How Social Security could narrow rich-poor gap

When Congress created the Social Security system in 1935, 8 of 11 people reaching retirement age were not just poor - they were indigent. They had almost no income. Some lived on the street, many with their children. They relied heavily on charity to survive.

Those drafting the Social Security bill wanted to redistribute income to these destitute retirees. They succeeded. Today's seniors are relatively flush.

Now, the income gap between the rich and poor in the United States has gotten wider again. A reformed Social Security could help readjust that balance.

It's unclear whether President Bush's plan will do that. But Social Security could be altered to accomplish that goal, says Robert Shiller, an economist at Yale University. He frets that the growing rich-poor gap "is going to fester eventually. It will be a source of resentment."

So he suggests that both the federal income tax and Social Security be indexed so that any growth in this income gap be offset by raising the progressivity of the tax and retirement systems. Here's how it might work:

Between 1979 and 2002, the top 1 percent of the population enjoyed a 111 percent increase in their real income, the Congressional Budget Office reported recently. The top fifth enjoyed a 48 percent gain during the same period while the bottom fifth got only a 5 percent income hike. Following Dr. Shiller's theme, income-tax rates could be raised on high incomes. A special tax-based benefit for the working poor could be enlarged and their Social Security pensions boosted to reflect a higher share of their income while working.

A more modest proposal would be to raise the level of earnings subject to the Social Security tax. Currently, the system taxes only the first $90,000 of income, while a growing number of Americans earn more. In 2001, for example, 15 percent of Social Security contributors made more than the taxable earnings maximum, up from 10 percent in 1983. That trend has happened despite the year-by-year increase in the taxable maximum. That translates into lost funding for Social Security. In 1983, the sum amounted to $305 billion, notes an Economic Policy Institute study. By 2001, that had grown to $775 billion. (To adjust for inflation, both figures are reported in 2004 dollars.)

"More than half of the currently projected shortfall over the 75-year planning horizon is attributable to upward redistribution of wage income since 1983," notes Dean Baker of the Center for Economic and Policy Research, a Washington think tank.

Several reform proposals call for raising the maximum earnings level subject to Social Security taxation. This would improve the system's finances, but not eliminate the financing gap seen by the Social Security Trustees. In their annual report last week, they moved up the projected date of the depletion of the trust fund by one year, from 2042 to 2041. The experts say this shift was driven almost entirely by last year's weaker-than-expected economy.

If their projections hold up, payroll tax revenues in 2042 would cover only 74 percent of promised benefits. In terms of purchasing power, the benefits would still be about 7 percent higher on average than the benefits received by current retirees. Nonetheless, retirees might feel poorer because of the relative prosperity of those still working.

Indirectly, today's Social Security has led to a widening of the rich-poor gap by helping finance Mr.
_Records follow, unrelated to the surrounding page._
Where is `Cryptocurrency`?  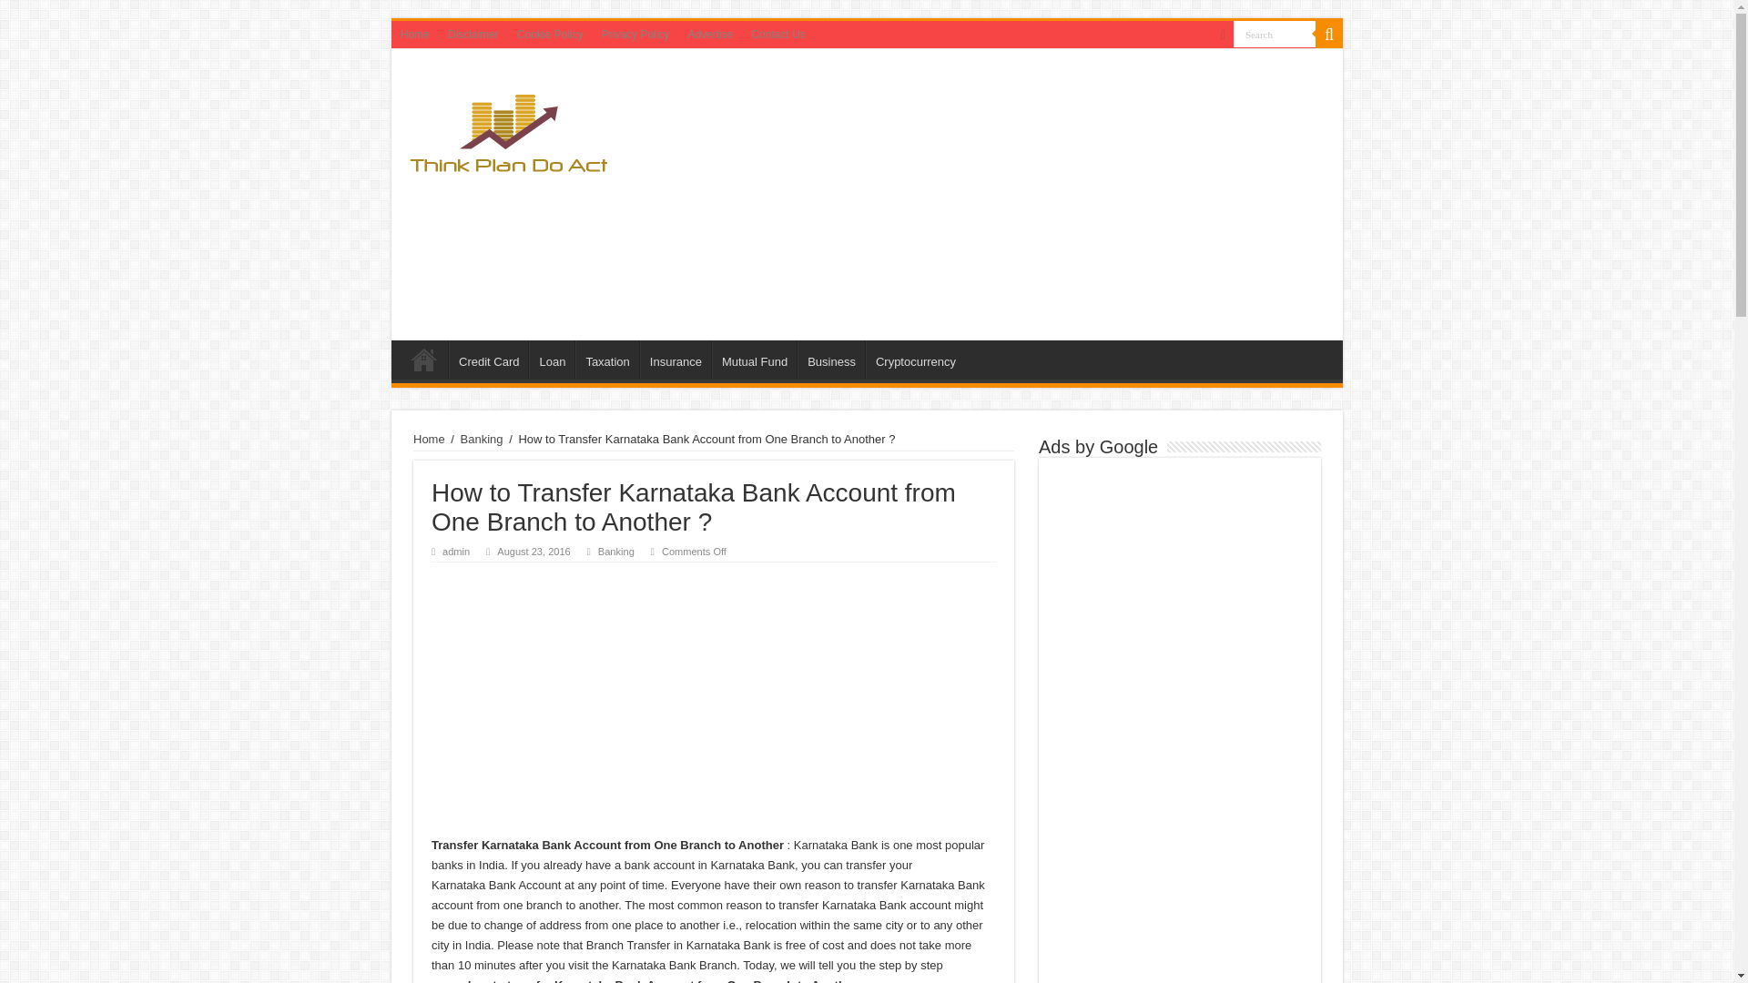
Cryptocurrency is located at coordinates (914, 359).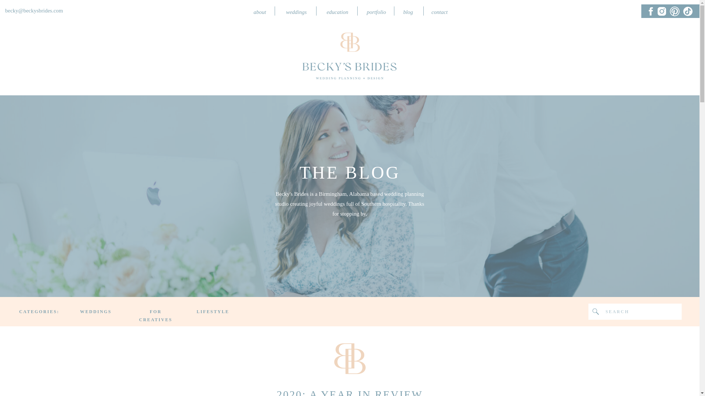  I want to click on weddings, so click(296, 11).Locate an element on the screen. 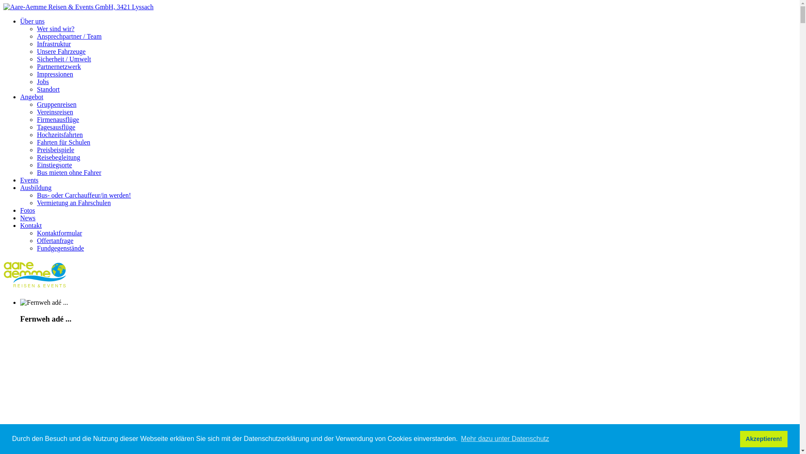  Ansprechpartner / Team is located at coordinates (69, 36).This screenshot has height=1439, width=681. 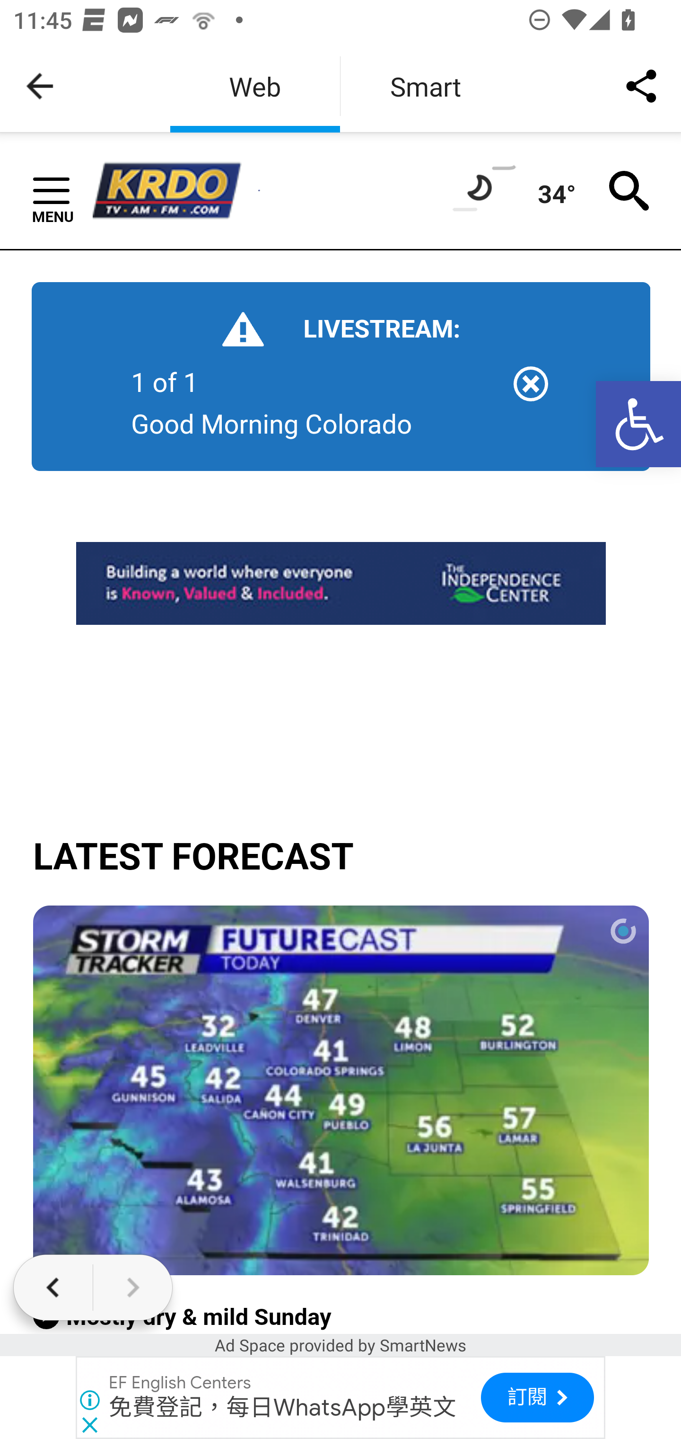 I want to click on 免費登記，每日WhatsApp學英文, so click(x=283, y=1406).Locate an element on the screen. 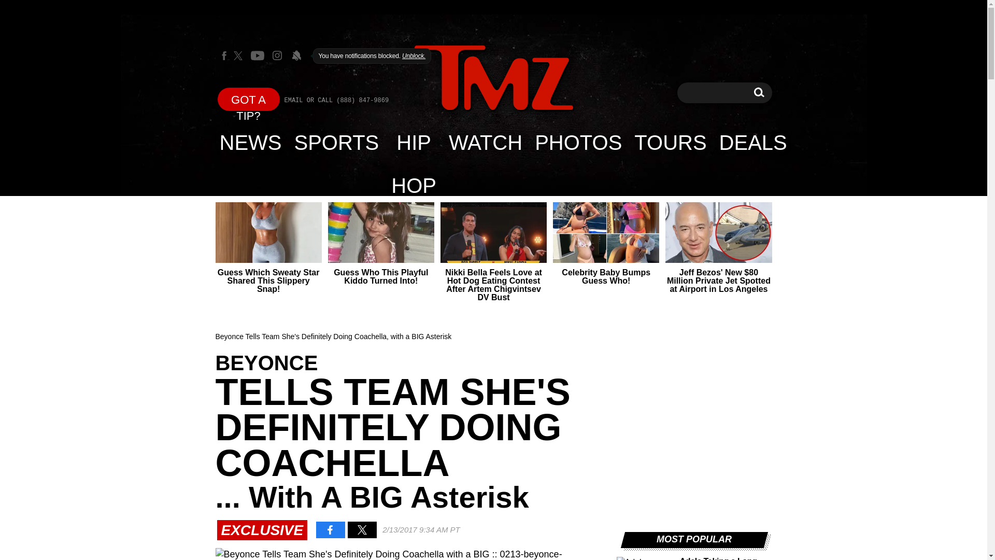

Bush's tax cuts. That's not the system's fault. It's the result of the White House and Congress misusing the system's current surplus. That money is supposed to be socked away for future retirees. Instead, Washington has used it for current spending, including tax cuts that have mostly benefited the well-to-do.

When first proposed, Social Security was billed as insurance, even though it clearly redistributed income, especially to many early recipients of pensions who had paid little or nothing into the system. The reason, one key drafter of the bill told Frank Genovese, an economist emeritus at Babson College in Wellesley, Mass., was that Americans did not believe in redistributing income to the poor. They did believe in insurance. Today, the system does somewhat less to redistribute income and contains real elements of insurance. It provides the disabled and widows and their children with a modest income.

Apparently not many in Washington believe in income redistribution today. Eleven days ago, the Senate voted 55 to 45 to adjust taxes on Social Security benefits in a way that would give those making more than $200,000 a year a 14 percent hike in their after-tax benefits, according to Citizens for Tax Justice. Those making less than $30,000 would get zero.